A few days ago, Al Arabiya aired a news story in which it described one significant strategy employed by the extremist organizations – posting pictures of smiling recruits after they were killed in battle. The message is clear: the volunteers were happy to die in the battlefield.
The images of the smiling dead are posted to popular social networks like Twitter, Facebook, Flickr, and Instagram for maximum distribution; web users are asked to celebrate the death of the "heroic fighters."
Web users who are interested in joining the fighting in Syria on the side of jihadi organizations are invited for a job interview through Skype. During the course of the interview they receive expert advice on military tactics and combat. Global Jihad uses the network not only to recruit rebels for the Syrian civil war, but also to collect donations with people who support its agenda – according to the Middle East center for scientific studies, which tracks social media and internet usage.
The jihadi organizations' new recruiting tactic is a marked change from their previous strategy of using training videos and high-profile acts to draw new volunteers.
One jihadi organization that stands out from the pack is the Al-Nusra Front, an Al-Qaeda associated group started in January 2012, which has been designated as a terrorist organization by the UN, US, UK, and Australia.
In April 2013, Al-Nusra began closely cooperating with the Islamic State of Iraq and the Levant. The latter is led by Abu Bakr al-Baghdadi who took the mantle of leadership after the previous head of the organization was killed in an American airstrike. Most of his fighters are foreigners who came to Syria to fulfill the practice of Jihad and take part in transforming the secular state into an Islamic stronghold.
Hamoud al-Ziadi, an expert on jihadi organizations, said that the Islamic State of Iraq and the Levant negatively affects the Syrian civil war and is considered the most extreme of the organizations involved in the fighting against Assad. "We are talking about a delegation of al-Qaeda, but it is the most vicious face al-Qaeda has," explained al-Ziadi, and noted that, "This organization is causing a rift in the Syrian opposition when it forces Islamic law on the people and places its controls. The organization recruits many young men from the Gulf countries and Arab states that it can later export… a significant danger for the region as a whole."
From Gaza to Syria: Allah's Jihad
Even Gaza has become fertile land for international jihadi organizations to recruit future rebels for Syria. Muhammad al-Zahanin, a 23-year-old from Gaza, arrived in Saudi Arabia to fulfill the hajj, the pilgrimage to Mecca which is one of the five pillars of Islam. Three months later his family was informed that he was killed in a suicide bombing in Syria, apparently in the service of the Islamic State of Iraq and the Levant.
Muhammad's mother told Ynet, "My son left on June 13 without informing us, but called the next day to say he was in Saudi Arabia performing the hajj, and that he would return in 20 days."
According to her, "After that we lost contact with him for a long time. Then Muhammad called on September 2 and said he was in Syria, performing the commandment of jihad for Allah. On the September 16 he spoke to all of us on the phone, and the next day his friend called to let us know he was killed."
The Salafi organizations in Gaza published a video clip of Muhammad and another agent that was also killed in Syria. Al-Zahanin appears in the video with a beard, dressed in traditional garb, reading his purported will. "I ask of my god the highest level of martyrdom."
Al-Zahanin was not the only Gazan recruited into the ranks of global jihadi organizations to fight in Syria. Abdullah al-Maqdisi, a senior member in Gaza's Salafi organizations, estimated that the number of fighters that left the Strip to fight in Syria stands at 27,000. "A portion of the fighters returned, a portion were killed, and another portion was injured and is still receiving treatment in the country, or they may have moved to another country," said al-Maqdisi.
Leaving the Strip for Syria
What causes young Gazans to leave the Strip for Syria? According to a senior Salafist, "There is a situation of confusion in the Gaza Strip between the ceasefire, the freeze in acts of resistance, and the pursuit of anyone who tried to commit jihadi acts, followed by accusations of treason and attempting to sabotage the lull in hostilities. This matter has caused much frustration among out brothers, and has inspired them to seek other alternatives, like the fighting in Syria."
Al-Maqdisi added that, "Among those people you have ones like Muhammad al-Zahanin, who was wanted by Hamas' security services because he repeatedly launched rockets towards the Zionist entity." Al-Zahanin's mother confirmed that, "Her son was arrested more than three times and was called up for investigation on a monthly basis."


EXERCISE PROMPT: Give the number of lines in the listing that contain "approximation", with no other words.

PROVIDED RECORDS:
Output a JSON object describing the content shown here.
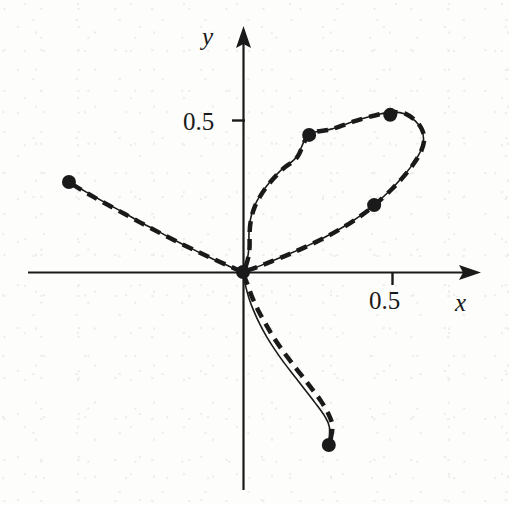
{
  "figure": {
    "title": "",
    "background_color": "#fdfdfb",
    "ink_color": "#1a1a1a"
  },
  "axes": {
    "x_axis_label": "x",
    "y_axis_label": "y",
    "x_tick_label": "0.5",
    "y_tick_label": "0.5",
    "x_tick_value": 0.5,
    "y_tick_value": 0.5,
    "origin_px": [
      243,
      272
    ],
    "px_per_unit_x": 596,
    "px_per_unit_y": 304,
    "x_axis_start_px": 28,
    "x_axis_end_px": 481,
    "y_axis_top_px": 26,
    "y_axis_bottom_px": 490,
    "arrow_heads": [
      "x-axis-arrow",
      "y-axis-arrow"
    ]
  },
  "chart_data": {
    "type": "line",
    "title": "",
    "xlabel": "x",
    "ylabel": "y",
    "xlim": [
      -0.36,
      0.4
    ],
    "ylim": [
      -0.72,
      0.81
    ],
    "grid": false,
    "legend": "none",
    "annotations": [],
    "series": [
      {
        "name": "exact-curve",
        "style": "solid",
        "linewidth": 1.6,
        "color": "#1a1a1a",
        "description": "Solid exact parametric curve: a loop in the first quadrant plus two open branches through the origin",
        "points": [
          [
            -0.292,
            0.296
          ],
          [
            -0.262,
            0.262
          ],
          [
            -0.232,
            0.229
          ],
          [
            -0.201,
            0.196
          ],
          [
            -0.171,
            0.163
          ],
          [
            -0.141,
            0.132
          ],
          [
            -0.111,
            0.101
          ],
          [
            -0.081,
            0.072
          ],
          [
            -0.054,
            0.046
          ],
          [
            -0.03,
            0.025
          ],
          [
            -0.013,
            0.01
          ],
          [
            0.0,
            0.0
          ],
          [
            0.007,
            0.041
          ],
          [
            0.01,
            0.082
          ],
          [
            0.01,
            0.125
          ],
          [
            0.012,
            0.168
          ],
          [
            0.018,
            0.211
          ],
          [
            0.029,
            0.253
          ],
          [
            0.045,
            0.296
          ],
          [
            0.066,
            0.339
          ],
          [
            0.09,
            0.378
          ],
          [
            0.11,
            0.451
          ],
          [
            0.148,
            0.47
          ],
          [
            0.188,
            0.497
          ],
          [
            0.228,
            0.519
          ],
          [
            0.252,
            0.526
          ],
          [
            0.272,
            0.52
          ],
          [
            0.289,
            0.497
          ],
          [
            0.299,
            0.47
          ],
          [
            0.303,
            0.437
          ],
          [
            0.298,
            0.398
          ],
          [
            0.285,
            0.355
          ],
          [
            0.268,
            0.313
          ],
          [
            0.249,
            0.273
          ],
          [
            0.22,
            0.22
          ],
          [
            0.196,
            0.184
          ],
          [
            0.168,
            0.148
          ],
          [
            0.138,
            0.115
          ],
          [
            0.108,
            0.086
          ],
          [
            0.077,
            0.059
          ],
          [
            0.047,
            0.035
          ],
          [
            0.023,
            0.016
          ],
          [
            0.006,
            0.004
          ],
          [
            0.0,
            0.0
          ],
          [
            0.004,
            -0.043
          ],
          [
            0.01,
            -0.086
          ],
          [
            0.018,
            -0.128
          ],
          [
            0.028,
            -0.171
          ],
          [
            0.04,
            -0.214
          ],
          [
            0.054,
            -0.257
          ],
          [
            0.069,
            -0.299
          ],
          [
            0.086,
            -0.342
          ],
          [
            0.103,
            -0.385
          ],
          [
            0.12,
            -0.428
          ],
          [
            0.137,
            -0.474
          ],
          [
            0.145,
            -0.51
          ],
          [
            0.144,
            -0.566
          ]
        ]
      },
      {
        "name": "approximation-curve",
        "style": "dashed",
        "linewidth": 4.5,
        "dash_pattern": "11 7",
        "color": "#1a1a1a",
        "description": "Thick dashed numerical approximation lying almost on top of the exact curve, slightly offset on the two open branches",
        "points": [
          [
            -0.287,
            0.289
          ],
          [
            -0.257,
            0.254
          ],
          [
            -0.227,
            0.221
          ],
          [
            -0.196,
            0.188
          ],
          [
            -0.166,
            0.156
          ],
          [
            -0.136,
            0.125
          ],
          [
            -0.106,
            0.095
          ],
          [
            -0.076,
            0.067
          ],
          [
            -0.05,
            0.043
          ],
          [
            -0.026,
            0.022
          ],
          [
            -0.01,
            0.008
          ],
          [
            0.0,
            0.0
          ],
          [
            0.008,
            0.041
          ],
          [
            0.011,
            0.082
          ],
          [
            0.011,
            0.125
          ],
          [
            0.013,
            0.168
          ],
          [
            0.019,
            0.211
          ],
          [
            0.03,
            0.253
          ],
          [
            0.046,
            0.296
          ],
          [
            0.067,
            0.339
          ],
          [
            0.091,
            0.378
          ],
          [
            0.111,
            0.451
          ],
          [
            0.149,
            0.47
          ],
          [
            0.189,
            0.497
          ],
          [
            0.229,
            0.519
          ],
          [
            0.253,
            0.526
          ],
          [
            0.273,
            0.52
          ],
          [
            0.29,
            0.497
          ],
          [
            0.3,
            0.47
          ],
          [
            0.304,
            0.437
          ],
          [
            0.299,
            0.398
          ],
          [
            0.286,
            0.355
          ],
          [
            0.269,
            0.313
          ],
          [
            0.25,
            0.273
          ],
          [
            0.221,
            0.22
          ],
          [
            0.197,
            0.184
          ],
          [
            0.169,
            0.148
          ],
          [
            0.139,
            0.115
          ],
          [
            0.109,
            0.086
          ],
          [
            0.078,
            0.059
          ],
          [
            0.048,
            0.035
          ],
          [
            0.024,
            0.016
          ],
          [
            0.006,
            0.004
          ],
          [
            0.0,
            0.0
          ],
          [
            0.008,
            -0.043
          ],
          [
            0.016,
            -0.086
          ],
          [
            0.026,
            -0.128
          ],
          [
            0.038,
            -0.171
          ],
          [
            0.051,
            -0.214
          ],
          [
            0.066,
            -0.257
          ],
          [
            0.082,
            -0.299
          ],
          [
            0.099,
            -0.342
          ],
          [
            0.116,
            -0.385
          ],
          [
            0.132,
            -0.428
          ],
          [
            0.145,
            -0.474
          ],
          [
            0.15,
            -0.51
          ],
          [
            0.146,
            -0.56
          ]
        ]
      }
    ],
    "markers": [
      {
        "name": "left-branch-endpoint",
        "x": -0.292,
        "y": 0.296
      },
      {
        "name": "origin-node",
        "x": 0.0,
        "y": 0.0
      },
      {
        "name": "loop-upper-left-node",
        "x": 0.111,
        "y": 0.451
      },
      {
        "name": "loop-top-right-node",
        "x": 0.247,
        "y": 0.517
      },
      {
        "name": "loop-lower-right-node",
        "x": 0.22,
        "y": 0.22
      },
      {
        "name": "lower-branch-endpoint",
        "x": 0.144,
        "y": -0.569
      }
    ],
    "marker_style": {
      "shape": "circle",
      "radius_px": 7,
      "color": "#1a1a1a"
    }
  }
}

TASK OUTPUT: 2